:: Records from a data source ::
=== Section Start ===
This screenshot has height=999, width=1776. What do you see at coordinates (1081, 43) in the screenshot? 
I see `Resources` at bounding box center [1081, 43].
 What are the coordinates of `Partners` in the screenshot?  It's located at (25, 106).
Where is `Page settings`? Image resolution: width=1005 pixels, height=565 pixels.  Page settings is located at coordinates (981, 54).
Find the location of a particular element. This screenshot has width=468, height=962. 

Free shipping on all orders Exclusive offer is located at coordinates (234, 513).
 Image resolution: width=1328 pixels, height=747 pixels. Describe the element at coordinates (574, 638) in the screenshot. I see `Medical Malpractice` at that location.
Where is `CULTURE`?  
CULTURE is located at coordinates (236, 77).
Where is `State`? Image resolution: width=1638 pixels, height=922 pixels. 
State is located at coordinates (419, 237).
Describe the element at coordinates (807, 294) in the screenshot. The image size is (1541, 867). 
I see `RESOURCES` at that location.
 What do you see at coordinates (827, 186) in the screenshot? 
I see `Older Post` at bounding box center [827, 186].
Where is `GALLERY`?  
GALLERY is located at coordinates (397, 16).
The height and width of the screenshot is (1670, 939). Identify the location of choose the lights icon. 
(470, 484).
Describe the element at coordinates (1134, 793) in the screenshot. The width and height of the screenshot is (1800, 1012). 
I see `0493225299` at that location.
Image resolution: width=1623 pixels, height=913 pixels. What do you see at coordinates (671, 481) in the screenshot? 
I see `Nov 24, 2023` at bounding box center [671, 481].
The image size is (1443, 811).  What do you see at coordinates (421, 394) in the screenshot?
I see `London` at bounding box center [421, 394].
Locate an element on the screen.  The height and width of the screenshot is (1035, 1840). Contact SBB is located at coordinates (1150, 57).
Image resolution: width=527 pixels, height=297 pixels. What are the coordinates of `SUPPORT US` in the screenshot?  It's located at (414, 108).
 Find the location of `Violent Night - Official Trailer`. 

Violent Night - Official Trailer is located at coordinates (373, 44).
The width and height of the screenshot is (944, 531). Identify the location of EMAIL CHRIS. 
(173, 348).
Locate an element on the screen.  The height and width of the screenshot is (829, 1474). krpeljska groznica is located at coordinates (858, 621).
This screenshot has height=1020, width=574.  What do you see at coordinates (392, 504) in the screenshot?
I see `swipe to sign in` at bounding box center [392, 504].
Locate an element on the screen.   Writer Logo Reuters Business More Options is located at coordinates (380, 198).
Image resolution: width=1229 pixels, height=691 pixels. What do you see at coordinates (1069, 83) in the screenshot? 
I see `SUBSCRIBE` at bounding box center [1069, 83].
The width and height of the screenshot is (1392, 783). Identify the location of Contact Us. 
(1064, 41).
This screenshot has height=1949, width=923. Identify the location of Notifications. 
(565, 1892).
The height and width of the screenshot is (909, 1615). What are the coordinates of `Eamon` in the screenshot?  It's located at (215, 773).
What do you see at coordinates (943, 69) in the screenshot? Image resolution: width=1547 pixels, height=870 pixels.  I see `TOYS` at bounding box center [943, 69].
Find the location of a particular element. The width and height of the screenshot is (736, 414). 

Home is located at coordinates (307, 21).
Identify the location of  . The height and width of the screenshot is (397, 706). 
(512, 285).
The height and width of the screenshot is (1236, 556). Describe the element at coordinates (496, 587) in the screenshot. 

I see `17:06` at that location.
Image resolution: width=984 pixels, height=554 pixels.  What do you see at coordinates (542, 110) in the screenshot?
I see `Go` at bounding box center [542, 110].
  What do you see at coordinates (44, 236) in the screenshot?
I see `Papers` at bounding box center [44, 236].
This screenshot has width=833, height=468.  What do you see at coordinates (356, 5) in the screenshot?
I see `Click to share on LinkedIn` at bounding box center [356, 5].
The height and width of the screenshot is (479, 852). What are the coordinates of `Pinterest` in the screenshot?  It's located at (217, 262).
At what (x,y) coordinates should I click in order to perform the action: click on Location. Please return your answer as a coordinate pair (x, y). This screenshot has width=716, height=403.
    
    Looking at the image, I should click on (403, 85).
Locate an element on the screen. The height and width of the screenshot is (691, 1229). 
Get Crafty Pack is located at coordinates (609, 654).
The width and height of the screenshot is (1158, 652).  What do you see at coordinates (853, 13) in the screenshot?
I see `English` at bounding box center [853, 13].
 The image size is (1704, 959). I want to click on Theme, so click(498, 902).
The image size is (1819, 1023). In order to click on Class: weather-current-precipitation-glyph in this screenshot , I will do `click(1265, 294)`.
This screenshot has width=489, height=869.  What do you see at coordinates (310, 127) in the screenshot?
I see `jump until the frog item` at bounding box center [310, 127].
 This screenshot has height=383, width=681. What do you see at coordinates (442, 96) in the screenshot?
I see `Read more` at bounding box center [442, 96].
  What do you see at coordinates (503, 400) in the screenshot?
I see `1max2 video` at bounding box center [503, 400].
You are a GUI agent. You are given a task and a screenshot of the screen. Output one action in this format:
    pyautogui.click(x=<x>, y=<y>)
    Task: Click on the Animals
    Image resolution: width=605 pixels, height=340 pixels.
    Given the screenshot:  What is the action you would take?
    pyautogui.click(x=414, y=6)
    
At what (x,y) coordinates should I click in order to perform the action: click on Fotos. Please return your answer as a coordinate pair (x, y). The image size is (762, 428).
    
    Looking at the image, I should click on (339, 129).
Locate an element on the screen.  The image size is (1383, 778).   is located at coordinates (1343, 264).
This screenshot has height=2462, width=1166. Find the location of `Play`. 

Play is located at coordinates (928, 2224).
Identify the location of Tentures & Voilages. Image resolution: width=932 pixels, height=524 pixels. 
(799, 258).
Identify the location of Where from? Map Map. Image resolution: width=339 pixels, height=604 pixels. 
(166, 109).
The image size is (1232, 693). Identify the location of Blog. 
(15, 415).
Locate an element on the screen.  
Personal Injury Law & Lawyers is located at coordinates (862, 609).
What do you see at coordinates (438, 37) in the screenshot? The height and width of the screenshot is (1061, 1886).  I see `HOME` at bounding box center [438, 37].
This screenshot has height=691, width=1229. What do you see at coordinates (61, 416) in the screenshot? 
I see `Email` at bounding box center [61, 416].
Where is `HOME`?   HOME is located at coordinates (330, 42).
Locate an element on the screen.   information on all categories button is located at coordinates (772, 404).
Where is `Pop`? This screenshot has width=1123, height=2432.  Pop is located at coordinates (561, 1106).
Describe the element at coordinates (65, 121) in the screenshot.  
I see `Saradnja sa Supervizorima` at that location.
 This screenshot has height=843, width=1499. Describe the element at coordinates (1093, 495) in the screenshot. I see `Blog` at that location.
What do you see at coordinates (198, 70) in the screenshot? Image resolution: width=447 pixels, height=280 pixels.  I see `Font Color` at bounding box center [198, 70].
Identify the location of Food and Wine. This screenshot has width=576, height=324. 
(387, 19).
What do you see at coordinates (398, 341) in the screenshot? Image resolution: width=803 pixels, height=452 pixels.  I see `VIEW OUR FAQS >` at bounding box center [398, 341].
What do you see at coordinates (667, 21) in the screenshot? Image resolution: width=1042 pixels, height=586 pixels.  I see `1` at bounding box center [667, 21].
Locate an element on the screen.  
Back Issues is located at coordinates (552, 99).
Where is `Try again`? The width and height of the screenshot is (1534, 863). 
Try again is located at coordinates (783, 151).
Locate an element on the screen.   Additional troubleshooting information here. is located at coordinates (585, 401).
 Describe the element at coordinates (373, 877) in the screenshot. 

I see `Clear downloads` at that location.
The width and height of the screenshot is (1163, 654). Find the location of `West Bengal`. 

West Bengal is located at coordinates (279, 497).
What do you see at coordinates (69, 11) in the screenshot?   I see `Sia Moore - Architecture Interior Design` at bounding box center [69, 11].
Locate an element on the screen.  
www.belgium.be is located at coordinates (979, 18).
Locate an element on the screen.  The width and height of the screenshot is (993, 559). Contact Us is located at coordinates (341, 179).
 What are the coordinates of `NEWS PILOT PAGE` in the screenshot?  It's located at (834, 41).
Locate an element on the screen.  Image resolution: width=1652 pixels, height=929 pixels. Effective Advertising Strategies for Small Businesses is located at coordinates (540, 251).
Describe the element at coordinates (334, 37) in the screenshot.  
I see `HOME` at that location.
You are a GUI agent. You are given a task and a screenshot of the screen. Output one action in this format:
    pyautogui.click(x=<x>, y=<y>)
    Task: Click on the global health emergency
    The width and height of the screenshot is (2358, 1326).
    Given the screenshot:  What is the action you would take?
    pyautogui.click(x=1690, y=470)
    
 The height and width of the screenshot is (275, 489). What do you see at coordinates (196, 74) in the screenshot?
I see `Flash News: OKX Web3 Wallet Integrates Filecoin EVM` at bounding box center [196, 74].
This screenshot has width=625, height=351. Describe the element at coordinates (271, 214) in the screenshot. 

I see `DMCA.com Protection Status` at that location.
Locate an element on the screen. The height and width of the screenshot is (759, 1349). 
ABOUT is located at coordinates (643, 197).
=== Section End ===
:: WHAT THE EXERCISE ASKS ::
Of the entries above, repeat exactly the lines from the line with "This screenshot has width=833, height=468." through the line with "The image size is (1819, 1023).", both of them included.

:: WRITTEN ANSWER ::
This screenshot has width=833, height=468.  What do you see at coordinates (356, 5) in the screenshot?
I see `Click to share on LinkedIn` at bounding box center [356, 5].
The height and width of the screenshot is (479, 852). What are the coordinates of `Pinterest` in the screenshot?  It's located at (217, 262).
At what (x,y) coordinates should I click in order to perform the action: click on Location. Please return your answer as a coordinate pair (x, y). This screenshot has width=716, height=403.
    
    Looking at the image, I should click on (403, 85).
Locate an element on the screen. The height and width of the screenshot is (691, 1229). 
Get Crafty Pack is located at coordinates (609, 654).
The width and height of the screenshot is (1158, 652).  What do you see at coordinates (853, 13) in the screenshot?
I see `English` at bounding box center [853, 13].
 The image size is (1704, 959). I want to click on Theme, so click(498, 902).
The image size is (1819, 1023). In order to click on Class: weather-current-precipitation-glyph in this screenshot , I will do `click(1265, 294)`.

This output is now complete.